Presupuesto del proyecto
1M€
Fecha límite de participación
Sin fecha límite de participación.
Descripción del proyecto
Against the prevailing view that freedom of movement lowered internal barriers to movement while raising walls against outsiders to create a ‘fortress Europe,’ this project investigates how the introduction of freedom of movement may have strengthened national political authority over European migration within the member states of the European Economic Community (EEC). InternalFortress suggests that as governments gradually lifted entry restrictions across the EEC, they also built out new internal administrative machinery to insert ‘Community migrants’ into key areas of social and economic life, placing migrants from outside the bloc at a disadvantage within local communities. The project explores this hypothesis in three key areas: social security, skill development, and union participation. The PI will lead a team of two PhD researchers and one postdoc to deploy a methodologically innovative multi-layered research program that analyses the interplay between national, European, and international institutions, as well as the private NGO networks that flowed between those formal frameworks.
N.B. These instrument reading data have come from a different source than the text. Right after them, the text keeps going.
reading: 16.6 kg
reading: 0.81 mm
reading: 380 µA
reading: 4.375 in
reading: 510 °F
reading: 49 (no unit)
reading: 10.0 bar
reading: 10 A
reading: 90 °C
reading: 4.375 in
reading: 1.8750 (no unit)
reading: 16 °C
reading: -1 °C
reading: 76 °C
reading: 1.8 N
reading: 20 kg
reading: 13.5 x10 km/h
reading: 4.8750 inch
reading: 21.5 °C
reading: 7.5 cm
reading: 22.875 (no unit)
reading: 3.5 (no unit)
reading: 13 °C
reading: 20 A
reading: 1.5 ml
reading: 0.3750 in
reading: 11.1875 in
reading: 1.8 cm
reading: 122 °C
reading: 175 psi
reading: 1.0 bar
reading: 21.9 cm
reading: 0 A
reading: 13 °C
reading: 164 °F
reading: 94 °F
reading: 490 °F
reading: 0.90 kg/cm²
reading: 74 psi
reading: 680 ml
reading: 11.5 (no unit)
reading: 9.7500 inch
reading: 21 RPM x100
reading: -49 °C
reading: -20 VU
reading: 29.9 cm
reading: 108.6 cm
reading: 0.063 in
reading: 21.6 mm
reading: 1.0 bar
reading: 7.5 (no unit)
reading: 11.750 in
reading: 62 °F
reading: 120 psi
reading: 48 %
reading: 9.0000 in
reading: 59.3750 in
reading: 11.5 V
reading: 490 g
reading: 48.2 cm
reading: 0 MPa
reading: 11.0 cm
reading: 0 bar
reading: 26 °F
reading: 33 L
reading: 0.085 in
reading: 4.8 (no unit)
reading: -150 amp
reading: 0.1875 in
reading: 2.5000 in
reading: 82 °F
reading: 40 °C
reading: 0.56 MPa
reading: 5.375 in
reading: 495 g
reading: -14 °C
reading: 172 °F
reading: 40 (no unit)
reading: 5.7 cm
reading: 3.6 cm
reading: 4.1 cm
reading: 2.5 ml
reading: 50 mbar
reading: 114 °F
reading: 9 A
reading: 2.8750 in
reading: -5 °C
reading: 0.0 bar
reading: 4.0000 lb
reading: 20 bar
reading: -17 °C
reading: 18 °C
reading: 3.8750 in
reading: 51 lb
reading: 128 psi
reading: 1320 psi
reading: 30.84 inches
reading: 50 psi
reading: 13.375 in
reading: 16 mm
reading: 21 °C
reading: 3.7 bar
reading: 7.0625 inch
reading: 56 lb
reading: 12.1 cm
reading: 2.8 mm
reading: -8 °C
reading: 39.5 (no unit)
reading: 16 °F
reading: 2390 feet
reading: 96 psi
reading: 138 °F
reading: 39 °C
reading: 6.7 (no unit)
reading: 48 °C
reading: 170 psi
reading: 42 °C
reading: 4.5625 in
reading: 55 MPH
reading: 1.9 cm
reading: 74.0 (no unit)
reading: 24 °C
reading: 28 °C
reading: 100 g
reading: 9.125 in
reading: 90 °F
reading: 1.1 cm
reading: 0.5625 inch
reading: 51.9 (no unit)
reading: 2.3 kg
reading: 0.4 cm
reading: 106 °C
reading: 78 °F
In contrast to previous histories of freedom of movement, which explain policy outcomes leading up to today’s regime of European citizenship, InternalFortress makes an important interpretive innovation by focusing squarely on the early process of transition from the 1950s to the 1970s. The project will investigate how the improvised nature of early integration created gaps and tensions that were consolidated in the 1970s as national and regional migration policies settled into more rigid patterns. InternalFortress suggests that policies behind the border matter as much as policies at the border for understanding the acrimonious debates around European migration that continue through the present.